A man has a simple and pure desire to build
an army of robot soldiers bearing his likeness but somehow people and emotions
and mosquitoes inevitably stand in the way. This perhaps comes close to
describing the runaway shopping cart of a premise belonging to 2010's Enthiran,
a Bollywood musical homage (sort of) to Isaac Asimov. Asimov is name checked
several times in one of musical numbers, anyway. This movie is a lot of fun,
for the most part exhibiting a sequence of events heedless of formula or genre
conventions. The climax of the film goes the wrong way but for all the
silliness and weird logic the characters are genuinely engaging.
Bollywood legend Rajinikanth plays both the
robot's creator, Dr. Vaseekaran, and the robot, Chitti.
Rajinikanth has been a star since the 70s
and incredibly for this physically intensive role he was 61 years old when the
movie was released. In addition of course to dancing the movie features several
quite amazing action sequences.
This is from a scene on a trolley where
Chitti saves Sana
(Aishwarya Rai) from a gang rape. It's hard not to think of the widely publicised
real life incident where a woman was gang raped on a trolley in Inda in
2012--two years after Enthiran was released. But of course
it wasn't a crime without precedent. I felt here the film was attempting to
reaffirm a social conscience by showing how a hero ought to act.
The movie, which had been pure romantic
comedy with some cartoonish slapstick up to this point, may jar Western viewers
with the abrupt shift in the seriousness of subject matter. Well, you ain't
seen nothing yet.
Vaseekaran takes Chitti to a military board
of review hoping to sell the brass on manufacturing thousands of Chittis to
replace India's
human army. But the nefarious Dr. Bohra, Vaseekaran's mentor who sits on the
committee, has been trying to develop his own robots to sell to the highest
international bidders. He undermines Vaseekaran's demonstration by showing
Chitti will stab Vaseekaran if ordered to. For some reason, instead of figuring
the robot needs to be programmed with better recognition protocols, everyone
figures this means Chitti needs to be given human emotions. This is reinforced
when Chitti rescues several people from a burning building but rescues a woman
from her bathtub, carrying her out to the waiting crowd without thinking to
cover her nakedness. She immediately commits suicide by jumping in front of a
bus and bizarrely everyone counts it as a murder perpetrated by Chitti.
Vaseekaran works day and night to give
Chitti human emotion but has no success until Chitti is struck by lightning. I
suspect this was meant to mollify some of the more conservative individuals in
the audience.
Chitti proves his newfound sentience by
delivering a baby which greatly impresses Sana,
Vaseekaran's fiancée. Unfortunately, Chitti falls hopelessly in love with Sana. In my favourite
scene, Chitti watches her sleeping at night from her window but rushes in when
he sees a mosquito on her cheek. She wakes up, shocked to find him there. After
he explains why he entered her room, he asks her to kiss him on the cheek like
she did after he finished delivering the baby. She tells him that she kissed
him before because he accomplished something great so he asks what he needs to
accomplish in order to receive another kiss. She tells him to catch the
mosquito.
Chitti pursues the insect to a community of
mosquitoes and proceeds to have a dialogue with them. He
demands they hand over the offending mosquito, they demand he provide them with
AB blood and petition the government to make the mosquito the national bird. In
a movie that keeps finding new left fields to pitch from this was the turn I
absolutely adored. It's played without a trace of irony, it's just pure fairy
tale which, for all the sci fi trappings, is really what the whole movie is.
Vaseekaran and Chitti enter a bitter
rivalry for Sana's affections, presenting her
with jewellery and dance numbers, until finally a confrontation takes place where
Sana explains
to a tearful Chitti that love between human and robot is impossible and not
just because of the lack of a penis which Chitti alludes to and his inability
to impregnate her. Sana
tells him it's something that can't be put in words.
A surprisingly horrific scene follows after
which there is the film's most curiously irrelevant musical number which brings
Vaseekaran and Sana
to what appears to be an Aztec temple.
The last act of the film features the
misguided decision to put Chitti under the influence of an evil red chip. He
slaughters hundreds of people and there is a really impressive car chase
sequence as well as some of the film's most impressive musical numbers.
All of this is to veer away from the
morally ambiguous direction the movie was heading in. Which is too bad.
Personally, I think Sana
would have been better off with the robot.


» **Action item**: The answer must be every line of the records below that holds the word "Shipped".

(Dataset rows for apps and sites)

▬▬▬

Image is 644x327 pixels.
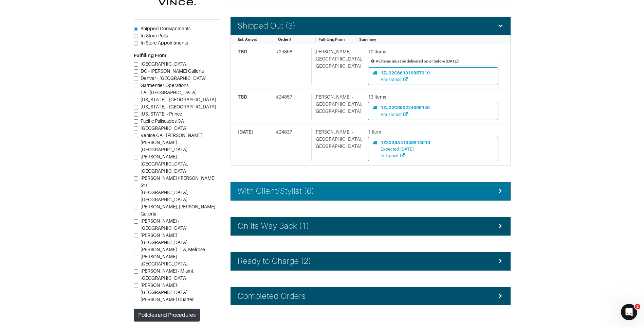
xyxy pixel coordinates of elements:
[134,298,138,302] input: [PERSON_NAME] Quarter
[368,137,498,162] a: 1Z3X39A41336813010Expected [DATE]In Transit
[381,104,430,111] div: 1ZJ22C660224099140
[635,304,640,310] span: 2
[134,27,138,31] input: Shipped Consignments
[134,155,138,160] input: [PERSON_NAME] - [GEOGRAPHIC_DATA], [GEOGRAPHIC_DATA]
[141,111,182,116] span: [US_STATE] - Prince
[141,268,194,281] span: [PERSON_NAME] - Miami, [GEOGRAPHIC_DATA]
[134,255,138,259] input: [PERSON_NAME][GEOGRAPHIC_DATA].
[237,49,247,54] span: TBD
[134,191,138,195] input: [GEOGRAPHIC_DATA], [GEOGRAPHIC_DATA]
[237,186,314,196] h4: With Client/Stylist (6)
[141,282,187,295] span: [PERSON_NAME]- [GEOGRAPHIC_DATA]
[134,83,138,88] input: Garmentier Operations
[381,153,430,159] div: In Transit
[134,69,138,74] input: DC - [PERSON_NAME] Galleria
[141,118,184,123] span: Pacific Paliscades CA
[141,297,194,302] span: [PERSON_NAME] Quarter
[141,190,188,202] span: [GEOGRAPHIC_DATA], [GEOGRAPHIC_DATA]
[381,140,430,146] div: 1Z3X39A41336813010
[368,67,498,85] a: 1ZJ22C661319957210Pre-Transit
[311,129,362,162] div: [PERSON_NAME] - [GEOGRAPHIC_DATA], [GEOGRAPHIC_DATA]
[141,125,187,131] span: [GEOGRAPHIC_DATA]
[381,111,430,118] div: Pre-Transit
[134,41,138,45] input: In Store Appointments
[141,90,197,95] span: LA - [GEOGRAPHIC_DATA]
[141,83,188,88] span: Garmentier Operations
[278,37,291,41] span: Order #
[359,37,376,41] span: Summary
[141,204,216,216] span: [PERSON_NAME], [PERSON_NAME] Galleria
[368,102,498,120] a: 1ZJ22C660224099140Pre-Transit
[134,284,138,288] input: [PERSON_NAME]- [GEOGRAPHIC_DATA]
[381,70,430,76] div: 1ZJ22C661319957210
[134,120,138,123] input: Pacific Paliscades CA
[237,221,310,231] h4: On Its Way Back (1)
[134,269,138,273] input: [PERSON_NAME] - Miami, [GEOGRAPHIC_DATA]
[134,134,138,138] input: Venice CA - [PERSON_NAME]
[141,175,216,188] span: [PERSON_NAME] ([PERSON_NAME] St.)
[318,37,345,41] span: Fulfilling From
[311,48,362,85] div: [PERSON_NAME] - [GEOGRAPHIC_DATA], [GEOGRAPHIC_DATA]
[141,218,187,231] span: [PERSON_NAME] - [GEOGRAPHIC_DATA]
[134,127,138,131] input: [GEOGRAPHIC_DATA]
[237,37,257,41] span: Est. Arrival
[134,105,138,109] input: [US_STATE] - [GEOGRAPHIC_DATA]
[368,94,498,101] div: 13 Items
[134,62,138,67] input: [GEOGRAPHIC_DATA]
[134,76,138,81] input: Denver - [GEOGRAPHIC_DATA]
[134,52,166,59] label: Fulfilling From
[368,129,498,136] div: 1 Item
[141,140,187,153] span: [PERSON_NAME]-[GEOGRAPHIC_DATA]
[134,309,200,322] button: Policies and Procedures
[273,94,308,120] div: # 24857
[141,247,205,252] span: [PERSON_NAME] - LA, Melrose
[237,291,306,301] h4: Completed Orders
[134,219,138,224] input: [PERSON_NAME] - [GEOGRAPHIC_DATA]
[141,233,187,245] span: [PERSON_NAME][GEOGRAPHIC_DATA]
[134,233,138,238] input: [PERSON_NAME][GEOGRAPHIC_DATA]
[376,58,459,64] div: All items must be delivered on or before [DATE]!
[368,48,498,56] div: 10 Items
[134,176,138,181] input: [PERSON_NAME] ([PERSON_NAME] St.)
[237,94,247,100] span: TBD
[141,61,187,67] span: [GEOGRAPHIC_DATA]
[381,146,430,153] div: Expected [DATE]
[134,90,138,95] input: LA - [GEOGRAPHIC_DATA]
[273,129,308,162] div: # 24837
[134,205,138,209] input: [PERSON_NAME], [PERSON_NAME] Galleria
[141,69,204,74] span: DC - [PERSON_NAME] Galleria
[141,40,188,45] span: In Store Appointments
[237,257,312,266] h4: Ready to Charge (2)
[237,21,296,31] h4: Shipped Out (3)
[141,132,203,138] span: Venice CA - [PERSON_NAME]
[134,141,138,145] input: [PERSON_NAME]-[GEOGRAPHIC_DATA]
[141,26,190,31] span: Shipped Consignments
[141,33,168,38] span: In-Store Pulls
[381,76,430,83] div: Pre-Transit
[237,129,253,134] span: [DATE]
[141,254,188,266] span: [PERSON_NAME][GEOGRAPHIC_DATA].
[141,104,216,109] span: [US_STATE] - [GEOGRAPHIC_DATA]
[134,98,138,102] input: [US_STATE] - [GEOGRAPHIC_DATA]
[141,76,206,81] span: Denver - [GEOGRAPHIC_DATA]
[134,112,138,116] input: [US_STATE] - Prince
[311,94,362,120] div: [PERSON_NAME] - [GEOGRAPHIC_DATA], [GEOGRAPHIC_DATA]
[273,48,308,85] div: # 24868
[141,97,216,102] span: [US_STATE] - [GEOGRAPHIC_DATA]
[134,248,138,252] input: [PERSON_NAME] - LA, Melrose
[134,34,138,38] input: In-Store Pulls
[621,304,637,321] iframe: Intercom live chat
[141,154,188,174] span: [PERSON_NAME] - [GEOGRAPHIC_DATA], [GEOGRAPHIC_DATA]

▬▬▬

» **Your solution**:
[134,27,138,31] input: Shipped Consignments
[237,21,296,31] h4: Shipped Out (3)
[141,26,190,31] span: Shipped Consignments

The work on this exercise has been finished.